If you’d like to see the ways to visualize the data above on BatchGeo, you can create a map like the one above by simply copying the figures above into our map making tool. Or keep exploring money makers with this map of US incomes, though you’ll find those numbers a bit smaller than the billionaires discussed above.

Where Are the World’s Tallest Buildings?

Right now in Guangzhou, China, workers are constructing the CTF Finance Centre, which is already considered in the top five tallest buildings in the world. It is due to open in 2016 as a shopping mall, offices, residences, hotel, and, observation deck. China is home to one-third of the 100 tallest buildings in the world, all of which are plotted in the map below. You can see the “hot” regions due to BatchGeo’s clustering feature. In addition to rank, you can explore the buildings by height in feet, meters, and number of floors. Further, you can check out the years they were built, though as you’ll see later, that’s a young building’s game.

View Tallest Buildings in the World in a full screen map

Second to China for the share of the world’s tallest buildings is the United Arab Emirates. Most of those buildings, the first of which was built in just 1999, are in the luxurious, ultramodern Dubai.

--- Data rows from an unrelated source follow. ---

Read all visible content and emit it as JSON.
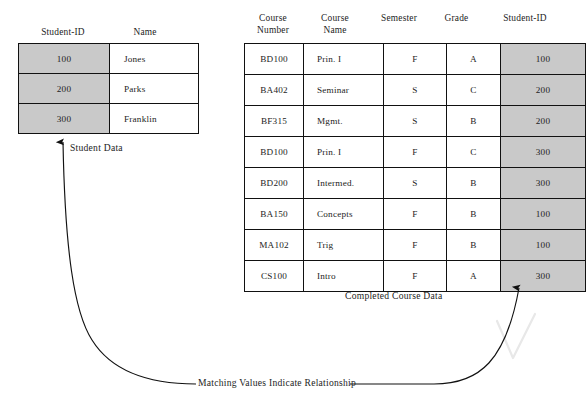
{
  "figure": {
    "cropped_top_text": "",
    "student_table": {
      "name": "Student Data",
      "headers": [
        "Student-ID",
        "Name"
      ],
      "key_column_index": 0,
      "rows": [
        {
          "student_id": "100",
          "name": "Jones"
        },
        {
          "student_id": "200",
          "name": "Parks"
        },
        {
          "student_id": "300",
          "name": "Franklin"
        }
      ]
    },
    "course_table": {
      "name": "Completed Course Data",
      "headers": [
        "Course\nNumber",
        "Course\nName",
        "Semester",
        "Grade",
        "Student-ID"
      ],
      "key_column_index": 4,
      "rows": [
        {
          "course_number": "BD100",
          "course_name": "Prin. I",
          "semester": "F",
          "grade": "A",
          "student_id": "100"
        },
        {
          "course_number": "BA402",
          "course_name": "Seminar",
          "semester": "S",
          "grade": "C",
          "student_id": "200"
        },
        {
          "course_number": "BF315",
          "course_name": "Mgmt.",
          "semester": "S",
          "grade": "B",
          "student_id": "200"
        },
        {
          "course_number": "BD100",
          "course_name": "Prin. I",
          "semester": "F",
          "grade": "C",
          "student_id": "300"
        },
        {
          "course_number": "BD200",
          "course_name": "Intermed.",
          "semester": "S",
          "grade": "B",
          "student_id": "300"
        },
        {
          "course_number": "BA150",
          "course_name": "Concepts",
          "semester": "F",
          "grade": "B",
          "student_id": "100"
        },
        {
          "course_number": "MA102",
          "course_name": "Trig",
          "semester": "F",
          "grade": "B",
          "student_id": "100"
        },
        {
          "course_number": "CS100",
          "course_name": "Intro",
          "semester": "F",
          "grade": "A",
          "student_id": "300"
        }
      ]
    },
    "relationship_label": "Matching Values Indicate Relationship",
    "colors": {
      "key_column_fill": "#c9c9c9",
      "border": "#111111",
      "text": "#1d1d1d",
      "arrow": "#111111"
    }
  }
}
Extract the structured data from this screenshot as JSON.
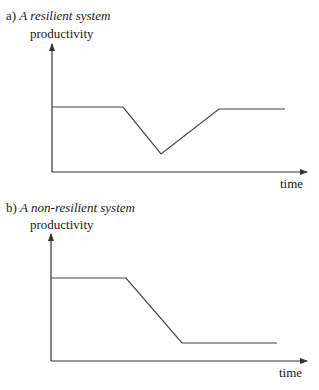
{
  "panels": [
    {
      "prefix": "a) ",
      "title": "A resilient system",
      "ylabel": "productivity",
      "xlabel": "time",
      "curve": [
        [
          52,
          107
        ],
        [
          123,
          107
        ],
        [
          161,
          154
        ],
        [
          219,
          109
        ],
        [
          285,
          109
        ]
      ]
    },
    {
      "prefix": "b) ",
      "title": "A non-resilient system",
      "ylabel": "productivity",
      "xlabel": "time",
      "curve": [
        [
          51,
          278
        ],
        [
          126,
          278
        ],
        [
          182,
          343
        ],
        [
          277,
          343
        ]
      ]
    }
  ],
  "chart_data": [
    {
      "type": "line",
      "title": "a) A resilient system",
      "xlabel": "time",
      "ylabel": "productivity",
      "grid": false,
      "series": [
        {
          "name": "productivity",
          "x": [
            0,
            0.28,
            0.43,
            0.66,
            0.92
          ],
          "y": [
            0.5,
            0.5,
            0.14,
            0.48,
            0.48
          ]
        }
      ],
      "annotations": [
        "Productivity drops after a disturbance, then recovers to near its original level"
      ]
    },
    {
      "type": "line",
      "title": "b) A non-resilient system",
      "xlabel": "time",
      "ylabel": "productivity",
      "grid": false,
      "series": [
        {
          "name": "productivity",
          "x": [
            0,
            0.3,
            0.52,
            0.9
          ],
          "y": [
            0.65,
            0.65,
            0.14,
            0.14
          ]
        }
      ],
      "annotations": [
        "Productivity drops after a disturbance and stays at a low level"
      ]
    }
  ]
}
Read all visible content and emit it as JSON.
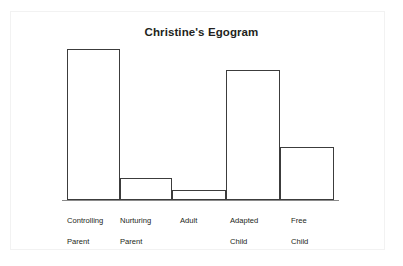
{
  "chart_data": {
    "type": "bar",
    "title": "Christine's Egogram",
    "xlabel": "",
    "ylabel": "",
    "categories": [
      "Controlling Parent",
      "Nurturing Parent",
      "Adult",
      "Adapted Child",
      "Free Child"
    ],
    "category_lines": [
      [
        "Controlling",
        "Parent"
      ],
      [
        "Nurturing",
        "Parent"
      ],
      [
        "Adult",
        ""
      ],
      [
        "Adapted",
        "Child"
      ],
      [
        "Free",
        "Child"
      ]
    ],
    "values": [
      151,
      22,
      10,
      130,
      53
    ],
    "ylim": [
      0,
      160
    ],
    "grid": false,
    "legend": null,
    "bar_fill": "#ffffff",
    "bar_stroke": "#3c3c3c",
    "axis_color": "#8a8a8a",
    "background": "#ffffff",
    "frame_color": "#f2f2f2",
    "text_color": "#231f20"
  }
}
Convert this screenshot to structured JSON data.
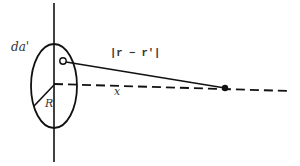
{
  "diagram": {
    "labels": {
      "area_element": "da'",
      "separation": "|r − r'|",
      "axis_distance": "x",
      "radius": "R"
    },
    "elements": {
      "axis": "vertical line through disk center",
      "disk": "ellipse (disk seen in perspective)",
      "source_point": "small open circle (area element da')",
      "field_point": "filled dot on axis",
      "separation_line": "solid line from area element to field point",
      "axis_line": "dashed line along axis x",
      "radius_line": "solid line from center to rim"
    },
    "colors": {
      "stroke": "#111111",
      "text": "#333333",
      "background": "#ffffff"
    }
  }
}
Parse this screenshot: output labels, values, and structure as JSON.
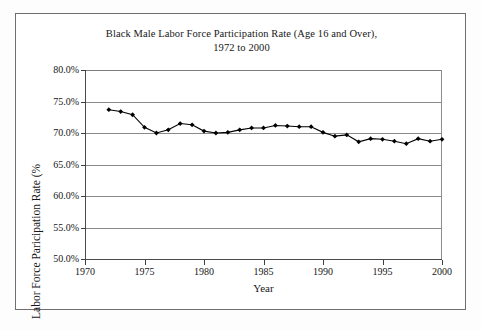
{
  "chart_data": {
    "type": "line",
    "title": "Black Male Labor Force Participation Rate (Age 16 and Over),",
    "subtitle": "1972 to 2000",
    "xlabel": "Year",
    "ylabel": "Labor Force Paricipation Rate (%",
    "xlim": [
      1970,
      2000
    ],
    "ylim": [
      50.0,
      80.0
    ],
    "grid": true,
    "legend": "none",
    "marker": "filled-diamond",
    "line_color": "#000000",
    "xticks": [
      "1970",
      "1975",
      "1980",
      "1985",
      "1990",
      "1995",
      "2000"
    ],
    "xtick_values": [
      1970,
      1975,
      1980,
      1985,
      1990,
      1995,
      2000
    ],
    "yticks": [
      "50.0%",
      "55.0%",
      "60.0%",
      "65.0%",
      "70.0%",
      "75.0%",
      "80.0%"
    ],
    "ytick_values": [
      50.0,
      55.0,
      60.0,
      65.0,
      70.0,
      75.0,
      80.0
    ],
    "x": [
      1972,
      1973,
      1974,
      1975,
      1976,
      1977,
      1978,
      1979,
      1980,
      1981,
      1982,
      1983,
      1984,
      1985,
      1986,
      1987,
      1988,
      1989,
      1990,
      1991,
      1992,
      1993,
      1994,
      1995,
      1996,
      1997,
      1998,
      1999,
      2000
    ],
    "values": [
      73.7,
      73.4,
      72.9,
      70.9,
      70.0,
      70.5,
      71.5,
      71.3,
      70.3,
      70.0,
      70.1,
      70.5,
      70.8,
      70.8,
      71.2,
      71.1,
      71.0,
      71.0,
      70.1,
      69.5,
      69.7,
      68.6,
      69.1,
      69.0,
      68.7,
      68.3,
      69.1,
      68.7,
      69.0
    ],
    "series": [
      {
        "name": "Black Male Labor Force Participation Rate",
        "values": [
          73.7,
          73.4,
          72.9,
          70.9,
          70.0,
          70.5,
          71.5,
          71.3,
          70.3,
          70.0,
          70.1,
          70.5,
          70.8,
          70.8,
          71.2,
          71.1,
          71.0,
          71.0,
          70.1,
          69.5,
          69.7,
          68.6,
          69.1,
          69.0,
          68.7,
          68.3,
          69.1,
          68.7,
          69.0
        ]
      }
    ]
  }
}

That city is also home to the very tallest building in the world, the Khalifa Tower, which opened in 2010. Five others of the top 100 are in UAE’s capital of Abu Dhabi.

Tallest Buildings

Third on the list is the United States, which was previously a tall building superpower. From 1930 until 1998, a building in the US held the distinction as tallest in the world. First the Chrysler Building in New York City, though it was surpassed the next year by the Empire State Building. The Sears Tower, now Willis Tower, in Chicago took the crown in 1974.

For a brief time in 1973, the original World Trade Center buildings in New York were the tallest. If they still stood, they would both make the top 20, despite the many buildings that have been built in recent years. One World Trade Center, built at the site of the former buildings, is now the tallest in the United States, fourth in the world. It was completed in 2014.

Building ever-taller structures relies on advancements in industrial technologies. That any buildings from the 1930s still make the top 100 list is a feat itself, let alone that the Empire State Building is still #14. As you can see from the interactive chart above, this list favors buildings constructed in recent years.

And that’s a pretty conservative definition of recent. There are over four years left in the current decade and already two-thirds of the world’s tallest buildings were built during that timeframe. Another 20 were built in the 2000s. In fact, only nine of the tallest buildings were built before 1990.